FREE WHITEWATER

Police and Fire Commission — Last Meeting, 8/20/08 (Part 2)

Here is Part 2 of my post on the 8/20 PFC meeting.

Freedom of Expression Resolution. In the spring, the Common Council, on a 5-2 vote, passed a resolution re-affirming rights of free expression.

The resolution was reviewed, but not adopted at the August PFC meeting. The reception – but not adoption – offers insight into authority of the Council, PFC, and leadership of the police department.

It is true that the PFC, and neither Council nor City Manager, oversees the Whitewater Police Department. If you ever read on a city website or elsewhere that the City Manager oversees the police department, that’s misleading and incomplete. Authority does not run from the City Manager, around the PFC, on major matters of promotions, etc. Approval authority runs from the PFC to the department.

(Quick question: when the City Manager recently celebrated a promotion within the department, did the PFC approve it first? If it did not, then why did it do so in other cases? If the PFC has approved validly in some cases but not others, then why not explain – in the City Manager’s Weekly Report, the distinction? That would be good and common policy elsewhere, but it’s ignored here. To defer to others is to fail the city.)

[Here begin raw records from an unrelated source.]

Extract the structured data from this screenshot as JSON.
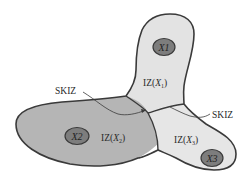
{
  "diagram": {
    "type": "influence-zones",
    "regions": [
      {
        "id": "iz1",
        "label_prefix": "IZ(",
        "var": "X",
        "sub": "1",
        "label_suffix": ")",
        "fill": "#e3e3e3"
      },
      {
        "id": "iz2",
        "label_prefix": "IZ(",
        "var": "X",
        "sub": "2",
        "label_suffix": ")",
        "fill": "#b5b5b5"
      },
      {
        "id": "iz3",
        "label_prefix": "IZ(",
        "var": "X",
        "sub": "3",
        "label_suffix": ")",
        "fill": "#e6e6e6"
      }
    ],
    "markers": [
      {
        "id": "x1",
        "label": "X1",
        "fill": "#7d7d7d"
      },
      {
        "id": "x2",
        "label": "X2",
        "fill": "#7d7d7d"
      },
      {
        "id": "x3",
        "label": "X3",
        "fill": "#7d7d7d"
      }
    ],
    "annotations": [
      {
        "id": "skiz-left",
        "text": "SKIZ"
      },
      {
        "id": "skiz-right",
        "text": "SKIZ"
      }
    ],
    "colors": {
      "outline": "#3a3a3a",
      "text": "#2a2a2a",
      "background": "#ffffff"
    }
  }
}
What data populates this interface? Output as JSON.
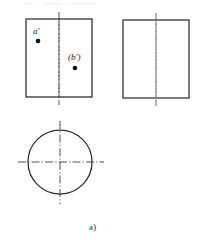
{
  "figure": {
    "type": "engineering-orthographic-projection",
    "caption": "a)",
    "background_color": "#ffffff",
    "line_color": "#2b2b2b",
    "centerline_color_primary": "#3a3a3a",
    "centerline_color_secondary": "#9a9a9a",
    "point_color": "#101010",
    "top_artifact_text": "— ·· —— · ———",
    "views": [
      {
        "id": "front-view",
        "name": "front-view-rectangle",
        "shape": "rectangle",
        "x": 26,
        "y": 19,
        "width": 66,
        "height": 78,
        "centerline": {
          "orientation": "vertical",
          "x": 59,
          "y1": 12,
          "y2": 105
        }
      },
      {
        "id": "side-view",
        "name": "side-view-rectangle",
        "shape": "rectangle",
        "x": 123,
        "y": 20,
        "width": 66,
        "height": 78,
        "centerline": {
          "orientation": "vertical",
          "x": 156,
          "y1": 13,
          "y2": 106
        }
      },
      {
        "id": "top-view",
        "name": "top-view-circle",
        "shape": "circle",
        "cx": 60,
        "cy": 162,
        "r": 32,
        "centerlines": [
          {
            "orientation": "vertical",
            "x": 60,
            "y1": 121,
            "y2": 204
          },
          {
            "orientation": "horizontal",
            "y": 162,
            "x1": 18,
            "x2": 104
          }
        ]
      }
    ],
    "points": [
      {
        "id": "point-a-prime",
        "label": "a′",
        "label_x": 33,
        "label_y": 27,
        "dot_x": 38,
        "dot_y": 41,
        "dot_r": 2.3,
        "visibility": "visible",
        "view": "front-view"
      },
      {
        "id": "point-b-prime",
        "label": "(b′)",
        "label_x": 68,
        "label_y": 53,
        "dot_x": 75,
        "dot_y": 68,
        "dot_r": 2.3,
        "visibility": "hidden-parenthesized",
        "view": "front-view"
      }
    ]
  }
}
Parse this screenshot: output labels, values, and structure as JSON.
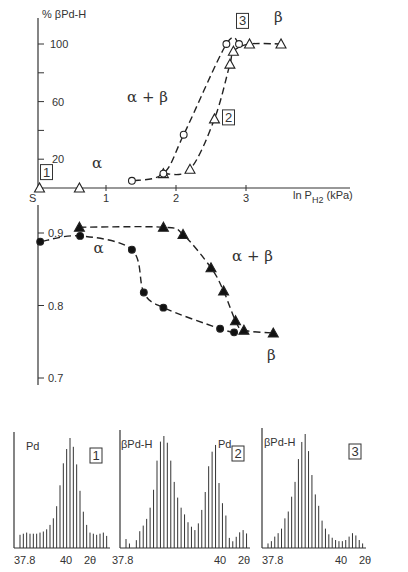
{
  "chart_data": [
    {
      "id": "upper",
      "type": "line",
      "title": "",
      "ylabel": "% βPd-H",
      "xlabel": "ln P_H2 (kPa)",
      "xlabel_main": "ln P",
      "xlabel_sub": "H2",
      "xlabel_unit": "(kPa)",
      "xlim": [
        0,
        4.2
      ],
      "ylim": [
        0,
        110
      ],
      "x_origin_label": "S",
      "xticks": [
        1,
        2,
        3
      ],
      "xtick_labels": [
        "1",
        "2",
        "3"
      ],
      "yticks": [
        20,
        40,
        60,
        80,
        100
      ],
      "ytick_labels": [
        "20",
        "",
        "60",
        "",
        "100"
      ],
      "region_labels": [
        {
          "text": "α",
          "x": 0.8,
          "y": 14
        },
        {
          "text": "α + β",
          "x": 1.3,
          "y": 60
        },
        {
          "text": "β",
          "x": 3.4,
          "y": 115
        }
      ],
      "box_labels": [
        {
          "text": "1",
          "x": 0.15,
          "y": 10
        },
        {
          "text": "2",
          "x": 2.75,
          "y": 48
        },
        {
          "text": "3",
          "x": 2.95,
          "y": 115
        }
      ],
      "series": [
        {
          "name": "absorption",
          "marker": "triangle-open",
          "points": [
            [
              0.05,
              0
            ],
            [
              0.62,
              0
            ],
            [
              1.82,
              10
            ],
            [
              2.2,
              13
            ],
            [
              2.55,
              48
            ],
            [
              2.77,
              86
            ],
            [
              2.82,
              95
            ],
            [
              3.05,
              100
            ],
            [
              3.5,
              100
            ]
          ]
        },
        {
          "name": "desorption",
          "marker": "circle-open",
          "points": [
            [
              2.9,
              100
            ],
            [
              2.72,
              100
            ],
            [
              2.11,
              37
            ],
            [
              1.82,
              10
            ],
            [
              1.37,
              5
            ]
          ]
        }
      ]
    },
    {
      "id": "lower",
      "type": "line",
      "ylabel": "",
      "xlim": [
        0,
        4.2
      ],
      "ylim": [
        0.69,
        0.93
      ],
      "yticks": [
        0.9,
        0.8,
        0.7
      ],
      "ytick_labels": [
        "0.9",
        "0.8",
        "0.7"
      ],
      "region_labels": [
        {
          "text": "α",
          "x": 0.82,
          "y": 0.873
        },
        {
          "text": "α + β",
          "x": 2.8,
          "y": 0.862
        },
        {
          "text": "β",
          "x": 3.3,
          "y": 0.725
        }
      ],
      "series": [
        {
          "name": "absorption",
          "marker": "triangle-filled",
          "points": [
            [
              0.62,
              0.908
            ],
            [
              1.82,
              0.908
            ],
            [
              2.1,
              0.898
            ],
            [
              2.5,
              0.852
            ],
            [
              2.68,
              0.82
            ],
            [
              2.85,
              0.779
            ],
            [
              2.97,
              0.766
            ],
            [
              3.39,
              0.762
            ]
          ]
        },
        {
          "name": "desorption",
          "marker": "circle-filled",
          "points": [
            [
              2.83,
              0.763
            ],
            [
              2.63,
              0.768
            ],
            [
              1.82,
              0.797
            ],
            [
              1.54,
              0.818
            ],
            [
              1.37,
              0.877
            ],
            [
              0.63,
              0.896
            ],
            [
              0.06,
              0.888
            ]
          ]
        }
      ]
    },
    {
      "id": "xrd-1",
      "type": "bar",
      "panel_label": "1",
      "phase_labels": [
        "Pd"
      ],
      "xtick_labels": [
        "37.8",
        "40"
      ],
      "xunit": "2θ",
      "values": [
        12,
        13,
        14,
        13,
        13,
        13,
        14,
        15,
        17,
        21,
        27,
        38,
        57,
        77,
        90,
        100,
        92,
        76,
        52,
        33,
        21,
        14,
        13,
        12,
        13,
        14,
        11
      ]
    },
    {
      "id": "xrd-2",
      "type": "bar",
      "panel_label": "2",
      "phase_labels": [
        "βPd-H",
        "Pd"
      ],
      "xtick_labels": [
        "37.8",
        "40"
      ],
      "xunit": "2θ",
      "values": [
        8,
        4,
        0,
        7,
        15,
        20,
        26,
        36,
        52,
        78,
        95,
        100,
        94,
        78,
        59,
        45,
        36,
        30,
        23,
        19,
        16,
        22,
        34,
        50,
        73,
        86,
        92,
        58,
        40,
        29,
        9,
        6,
        10,
        14,
        16,
        13
      ]
    },
    {
      "id": "xrd-3",
      "type": "bar",
      "panel_label": "3",
      "phase_labels": [
        "βPd-H"
      ],
      "xtick_labels": [
        "37.8",
        "40"
      ],
      "xunit": "2θ",
      "values": [
        4,
        6,
        10,
        13,
        17,
        26,
        32,
        45,
        58,
        78,
        93,
        100,
        85,
        64,
        47,
        37,
        24,
        17,
        12,
        9,
        7,
        6,
        6,
        7,
        10,
        13,
        11,
        7,
        4
      ]
    }
  ]
}
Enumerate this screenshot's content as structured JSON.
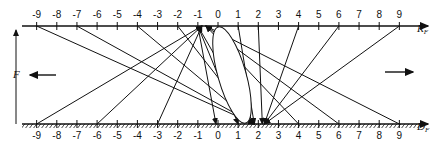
{
  "diagram": {
    "title": "",
    "top_axis": {
      "name": "R",
      "subscript": "F",
      "ticks": [
        "-9",
        "-8",
        "-7",
        "-6",
        "-5",
        "-4",
        "-3",
        "-2",
        "-1",
        "0",
        "1",
        "2",
        "3",
        "4",
        "5",
        "6",
        "7",
        "8",
        "9"
      ]
    },
    "bottom_axis": {
      "name": "D",
      "subscript": "F",
      "ticks": [
        "-9",
        "-8",
        "-7",
        "-6",
        "-5",
        "-4",
        "-3",
        "-2",
        "-1",
        "0",
        "1",
        "2",
        "3",
        "4",
        "5",
        "6",
        "7",
        "8",
        "9"
      ]
    },
    "force_label": "F",
    "left_arrow": "arrow-left",
    "right_arrow": "arrow-right",
    "ellipse": {
      "description": "tilted ellipse spanning from top axis near 0 to bottom axis near 2"
    },
    "connections": [
      {
        "from_top": -9,
        "to_bottom": 1.8
      },
      {
        "from_top": -7,
        "to_bottom": 1.8
      },
      {
        "from_top": -4,
        "to_bottom": 1.8
      },
      {
        "from_top": -2,
        "to_bottom": 1.8
      },
      {
        "from_top": -1,
        "to_bottom": -0.1
      },
      {
        "from_top": -1,
        "to_bottom": 1
      },
      {
        "from_top": -1,
        "to_bottom": 1.8
      },
      {
        "from_top": 1,
        "to_bottom": 1.8
      },
      {
        "from_top": 2,
        "to_bottom": 2.2
      },
      {
        "from_top": 4,
        "to_bottom": 2.3
      },
      {
        "from_top": 6,
        "to_bottom": 2.3
      },
      {
        "from_top": 9,
        "to_bottom": 2.3
      },
      {
        "from_bottom": -9,
        "to_top": -0.8
      },
      {
        "from_bottom": -6,
        "to_top": -0.8
      },
      {
        "from_bottom": -3,
        "to_top": -0.8
      },
      {
        "from_bottom": 4,
        "to_top": -0.6
      },
      {
        "from_bottom": 6,
        "to_top": -0.6
      },
      {
        "from_bottom": 9,
        "to_top": -0.6
      }
    ]
  }
}
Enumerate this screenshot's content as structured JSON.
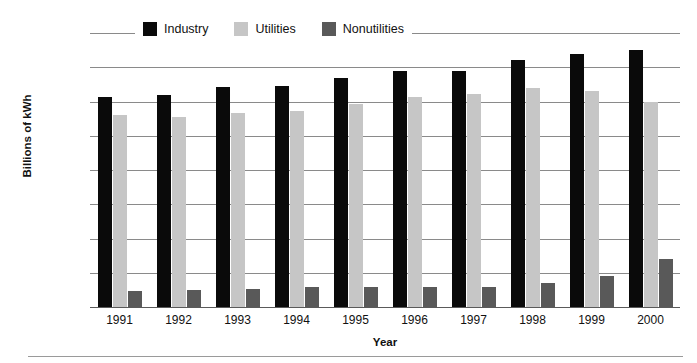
{
  "chart_data": {
    "type": "bar",
    "title": "",
    "xlabel": "Year",
    "ylabel": "Billions of kWh",
    "categories": [
      "1991",
      "1992",
      "1993",
      "1994",
      "1995",
      "1996",
      "1997",
      "1998",
      "1999",
      "2000"
    ],
    "ylim": [
      0,
      4000
    ],
    "yticks": [
      "0",
      "500",
      "1000",
      "1500",
      "2000",
      "2500",
      "3000",
      "3500",
      "4000"
    ],
    "ytick_values": [
      0,
      500,
      1000,
      1500,
      2000,
      2500,
      3000,
      3500,
      4000
    ],
    "grid": true,
    "legend_position": "top",
    "series": [
      {
        "name": "Industry",
        "color": "#0a0a0a",
        "values": [
          3070,
          3090,
          3210,
          3230,
          3340,
          3440,
          3450,
          3600,
          3690,
          3750
        ]
      },
      {
        "name": "Utilities",
        "color": "#c6c6c6",
        "values": [
          2810,
          2780,
          2830,
          2860,
          2970,
          3060,
          3110,
          3200,
          3160,
          2990
        ]
      },
      {
        "name": "Nonutilities",
        "color": "#595959",
        "values": [
          240,
          255,
          265,
          285,
          295,
          290,
          295,
          345,
          450,
          700
        ]
      }
    ]
  },
  "legend": {
    "items": [
      {
        "label": "Industry",
        "color": "#0a0a0a"
      },
      {
        "label": "Utilities",
        "color": "#c6c6c6"
      },
      {
        "label": "Nonutilities",
        "color": "#595959"
      }
    ]
  }
}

I’ll ask another question: What does it mean when a member of the PFC, when asked to adopt the resolution, remarks that a member of Council said it (freedom of speech, presumably) was “already stated in the Constitution.” One can re-affirm what appears already.

More to the point, what value is a member of the PFC who cannot read the Constitution for himself, rather than rely on the opinion of someone on Council? There must be more than one copy of the Constitution in the city, and as it is already clear, the PFC has independent authority to consider the matter.

A man, presumably literate, having talked, preached, and chatted up residents of the city for years, might have the occasion to read and decide for himself. No need to look elsewhere: one who can open a great Book can read a slender Constitution. A member of a commission like this should be able to exercise his own research and review, of a document that, after all, should be familiar to him in his voluntarily assumed role.

If I applied to a board on geometry, one might expect that I knew a bit of Euclid. Relying on other residents, politicians, CliffsNotes, etc. just lacks respectable diligence.

It hardly matters how one receives a resolution, or often if one adopts it at all; it is enough to see that receiving with ‘appreciation,’ without independent reflection, is part laughable, part shame.

Next PFC meeting, according to the notes: November 19th. How many even know?

I will finish the week (my posting week ending on Saturday), with a series on the constitutional lawsuit against Meyer and the City of Whitewater.

No one who has followed this suit would be surprised that we have a PFC that’s ineffectual. If we had better oversight, we would have fewer embarrassments. Instead, we have more embarrassments than we can handle, and if the city could sell them to other communities, we would have a fine side business in these troubled times.